The Paine Project

Home » 2014 » October

Monthly Archives: October 2014

Urgent Post #4 – UNFINISHED BUSINESS

Friends, Students, Faculty Members, and Alumni

We at the Paine Project have taken a hands off approach as we patiently waited and watched to see if Dr. Samuel Sullivan would take the reigns of leadership and guide our beloved Paine College through the turbulent storms that have beset her.  We silently were thrilled at the considered and deliberate pace at which he examined, evaluated, diagnosed then acted to surgically remove most of the remaining cancerous cells left over from the King George administration.

But just as he was catching stride, and the patient was showing signs of improvement, we just as soon realized that although the patient’s body was healing the patient is beset with a mental disease.  The brain of the College, its Board of Trustees, is sick and in need of therapy.  Silas Norman, chairman of the Board of Trustees, is still paying homage to King George.  By his decision to terminate Dr. Sullivan, Silas Norman and his gang of Bradley servile sycophants demonstrated that there is major Unfinished Business yet to be undertaken if Paine College is to make a full recovery.

To The Students of Paine College:

Let this be a teachable moment.   Henry David Thoreau lectured before the Concord Lyceum in January of 1848 on the subject “On the Relation of the Individual to the State.” Later published as “Civil Disobedience”.  Thoreau’s movitavition for penning “Civil Disobedience” was his experience of having spent one night in jail in July of 1846 for refusal to pay his poll tax in protest against slavery and the Mexican War.  Although Thoreau’s themes througout the essay are varied its essential meaning can be boiled down to this –

Majority rule is based on physical strength, not right and justice. Individual conscience should rule instead.  One should deplore the lack of judgment, moral sense, and conscience in the way men serve the state. A man cannot bow unquestioningly to the state’s authority without disregarding himself.  The verbal expression of opposition to authority is meaningless.  Only action — what you do about your objection — matters.

On February 1, 1960, at 4:30pm four freshmen students from the North Carolina Agricultural and Technical State University, an HBCU, sat down at the lunch counter inside the Woolworth store at 132 South Elm Street in Greensboro, North Carolina to protest the refusal of white establishments to serve black patrons.  The next day, more than twenty black students joined the protest.  This peaceful student protest lead to the establishment of the Student Non-Violent Cordinating Committee, one of the foremost student groups during the 1960’s civil rights movement.  These students did something to manifest their protest.

In March of 2012, a group of about 30 Paine College Students lead by then SGA president Jabal Moss, protested the lack of judgment, moral sense, and conscience of the George Bradley administration in the way it treated its most precious resource, its students.  They wore black and carried signs demonstrating their protest on the main campus of Paine College.  This is your history.  These students did something to manifest their protest.  Their protest brought attention to the ineptitude of the Bradley administration and eventully lead to his ouster.

Now its your turn to do something to manifest your protest of the firing of a good and decent man, Dr. Samuel Sullivan, as the interim President of Paine College. This is your moment to make your mark on the history of Paine College.  Whether you take decisive action, or show yourselves to be a do nothing student body, you will make history.  We at the Paine Project say – “Don’t talk about it Be about it.”  It’s your future that is at stake.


### Problem description
Search the material below for the string "name" and extract each line that has it.

### Information shown
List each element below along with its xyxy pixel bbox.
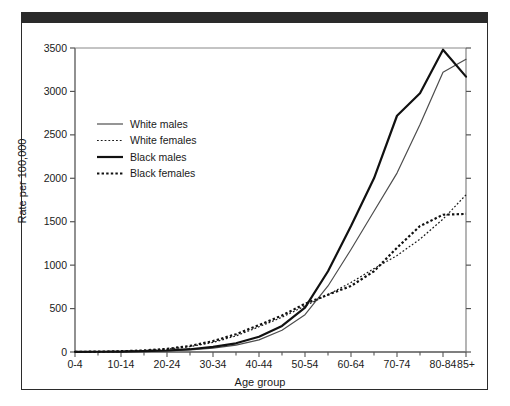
x-axis-label: Age group <box>180 376 340 388</box>
legend-label-white-males: White males <box>130 118 188 130</box>
figure-container: 05001000150020002500300035000-410-1420-2… <box>0 0 510 406</box>
x-tick-label-85+: 85+ <box>457 358 475 370</box>
y-axis-label: Rate per 100,000 <box>16 121 28 241</box>
x-tick-label-60-64: 60-64 <box>338 358 365 370</box>
legend-label-white-females: White females <box>130 134 197 146</box>
y-tick-label-3500: 3500 <box>44 42 68 54</box>
x-tick-label-80-84: 80-84 <box>430 358 457 370</box>
x-tick-label-70-74: 70-74 <box>384 358 411 370</box>
x-tick-label-40-44: 40-44 <box>246 358 273 370</box>
series-line-black-males <box>75 50 466 352</box>
y-tick-label-3000: 3000 <box>44 85 68 97</box>
legend-label-black-males: Black males <box>130 151 187 163</box>
x-tick-label-50-54: 50-54 <box>292 358 319 370</box>
y-tick-label-1000: 1000 <box>44 259 68 271</box>
series-line-white-females <box>75 195 466 352</box>
x-tick-label-30-34: 30-34 <box>200 358 227 370</box>
y-tick-label-2000: 2000 <box>44 172 68 184</box>
series-line-white-males <box>75 59 466 352</box>
y-tick-label-0: 0 <box>61 346 67 358</box>
y-tick-label-1500: 1500 <box>44 215 68 227</box>
legend-label-black-females: Black females <box>130 167 195 179</box>
x-tick-label-0-4: 0-4 <box>67 358 82 370</box>
y-tick-label-2500: 2500 <box>44 128 68 140</box>
y-tick-label-500: 500 <box>49 302 67 314</box>
x-tick-label-20-24: 20-24 <box>154 358 181 370</box>
x-tick-label-10-14: 10-14 <box>108 358 135 370</box>
line-chart: 05001000150020002500300035000-410-1420-2… <box>0 0 510 406</box>
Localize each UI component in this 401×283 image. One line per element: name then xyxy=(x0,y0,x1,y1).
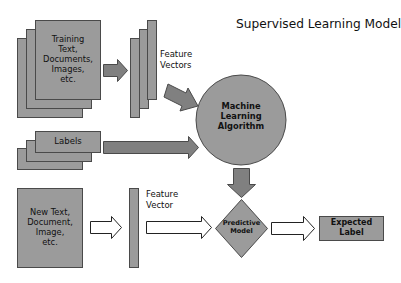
arrow-input-to-vector xyxy=(91,217,122,239)
text-line: Vector xyxy=(146,200,178,211)
feature-vectors-stack xyxy=(131,21,157,118)
feature-vector-bar xyxy=(130,189,139,268)
feature-vector-label: Feature Vector xyxy=(146,189,178,210)
text-line: Vectors xyxy=(160,60,192,71)
arrow-docs-to-vectors xyxy=(104,60,128,82)
new-input-label: New Text, Document, Image, etc. xyxy=(17,208,83,248)
predictive-model-label: Predictive Model xyxy=(215,220,268,236)
arrow-vector-to-model xyxy=(147,217,212,239)
text-line: Expected xyxy=(319,218,384,228)
training-docs-label: Training Text, Documents, Images, etc. xyxy=(35,35,101,85)
arrow-model-to-expected xyxy=(272,217,315,241)
text-line: Model xyxy=(215,228,268,236)
text-line: Algorithm xyxy=(200,122,282,132)
diagram-title: Supervised Learning Model xyxy=(236,17,401,31)
feature-vectors-label: Feature Vectors xyxy=(160,49,192,70)
arrow-labels-to-algorithm xyxy=(104,137,199,159)
arrow-vectors-to-algorithm xyxy=(164,84,198,111)
text-line: etc. xyxy=(17,238,83,248)
text-line: Label xyxy=(319,228,384,238)
ml-algorithm-label: Machine Learning Algorithm xyxy=(200,102,282,132)
labels-label: Labels xyxy=(35,136,101,146)
text-line: Feature xyxy=(146,189,178,200)
text-line: etc. xyxy=(35,75,101,85)
arrow-algorithm-to-model xyxy=(228,169,256,198)
text-line: Feature xyxy=(160,49,192,60)
expected-label-text: Expected Label xyxy=(319,218,384,237)
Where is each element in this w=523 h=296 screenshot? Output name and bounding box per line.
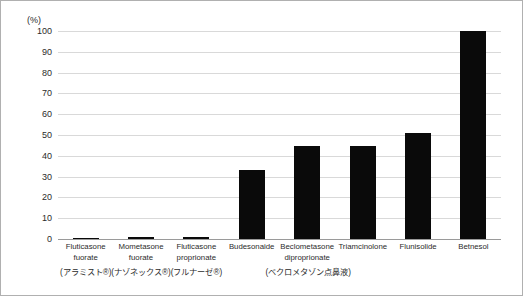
x-axis-tick-label-line: fuorate (59, 253, 112, 264)
x-axis-tick-label: Beclometasonediproprionate (279, 242, 335, 263)
bar-slot (280, 31, 335, 239)
x-axis-tick-label: Fluticasoneproprionate (169, 242, 224, 263)
category-annotation: (ベクロメタゾン点鼻液) (266, 267, 351, 279)
bar-slot (58, 31, 113, 239)
bar-slot (390, 31, 445, 239)
bar (128, 237, 154, 239)
x-axis-tick-label-line: Fluticasone (170, 242, 223, 253)
y-axis-tick-label: 20 (6, 193, 52, 202)
bar (350, 146, 376, 239)
bar-slot (446, 31, 501, 239)
x-axis-tick-label-line: fuorate (114, 253, 167, 264)
y-axis-tick-label: 30 (6, 172, 52, 181)
x-axis-tick-label-line: Flunisolide (391, 242, 444, 253)
x-axis-tick-label-line: Beclometasone (280, 242, 334, 253)
bar (460, 31, 486, 239)
x-axis-tick-label-line: Mometasone (114, 242, 167, 253)
y-axis-tick-label: 100 (6, 27, 52, 36)
x-axis-tick-label: Fluticasonefuorate (58, 242, 113, 263)
bar (405, 133, 431, 239)
category-annotations: (アラミスト®)(ナゾネックス®)(フルナーゼ®)(ベクロメタゾン点鼻液) (58, 267, 501, 283)
bar-slot (335, 31, 390, 239)
x-axis-tick-label-line: proprionate (170, 253, 223, 264)
y-axis-tick-label: 60 (6, 110, 52, 119)
y-axis-tick-label: 0 (6, 235, 52, 244)
chart-figure: (%) 1009080706050403020100 Fluticasonefu… (0, 0, 523, 296)
y-axis-tick-label: 50 (6, 131, 52, 140)
bar (239, 170, 265, 239)
x-axis-tick-label-line: Budesonaide (225, 242, 278, 253)
bar-slot (224, 31, 279, 239)
bar-slot (113, 31, 168, 239)
x-axis-tick-label: Betnesol (446, 242, 501, 263)
x-axis-tick-label: Mometasonefuorate (113, 242, 168, 263)
category-annotation: (アラミスト®) (60, 267, 112, 279)
bar (294, 146, 320, 239)
category-annotation: (フルナーゼ®) (171, 267, 223, 279)
y-axis-unit-label: (%) (27, 15, 41, 25)
x-axis-tick-label: Flunisolide (390, 242, 445, 263)
category-annotation: (ナゾネックス®) (111, 267, 171, 279)
x-axis-tick-label-line: Fluticasone (59, 242, 112, 253)
x-axis-tick-label-line: diproprionate (280, 253, 334, 264)
bar-series (58, 31, 501, 239)
y-axis-tick-labels: 1009080706050403020100 (6, 31, 52, 239)
bar (73, 238, 99, 239)
x-axis-tick-label: Budesonaide (224, 242, 279, 263)
gridline (58, 239, 501, 240)
x-axis-tick-labels: FluticasonefuorateMometasonefuorateFluti… (58, 242, 501, 263)
y-axis-tick-label: 80 (6, 68, 52, 77)
y-axis-tick-label: 40 (6, 151, 52, 160)
x-axis-tick-label: Triamcinolone (335, 242, 390, 263)
x-axis-tick-label-line: Betnesol (447, 242, 500, 253)
y-axis-tick-label: 90 (6, 47, 52, 56)
y-axis-tick-label: 10 (6, 214, 52, 223)
plot-area (58, 31, 501, 239)
bar (183, 237, 209, 239)
y-axis-tick-label: 70 (6, 89, 52, 98)
bar-slot (169, 31, 224, 239)
x-axis-tick-label-line: Triamcinolone (336, 242, 389, 253)
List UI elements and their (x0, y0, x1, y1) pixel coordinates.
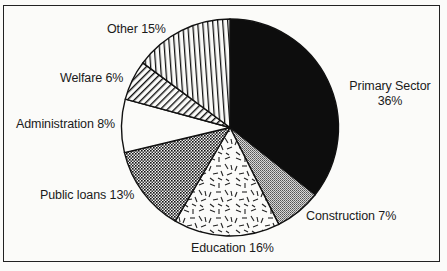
label-public-loans: Public loans 13% (40, 188, 134, 202)
label-construction: Construction 7% (306, 209, 396, 223)
label-primary-sector-name: Primary Sector (345, 79, 435, 94)
label-welfare: Welfare 6% (60, 71, 123, 85)
label-primary-sector: Primary Sector 36% (345, 79, 435, 109)
label-administration: Administration 8% (16, 117, 115, 131)
label-primary-sector-value: 36% (345, 94, 435, 109)
pie-chart (0, 0, 447, 271)
label-education: Education 16% (191, 241, 274, 255)
label-other: Other 15% (107, 22, 166, 36)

### Final answer
Localize each UI component in this 401×283 image. One line per element: name then xyxy=(x0,y0,x1,y1).
Where is each element in this w=523 h=296 screenshot? Output name and bounding box per line.
label-primary-sector-name: Primary Sector (345, 79, 435, 94)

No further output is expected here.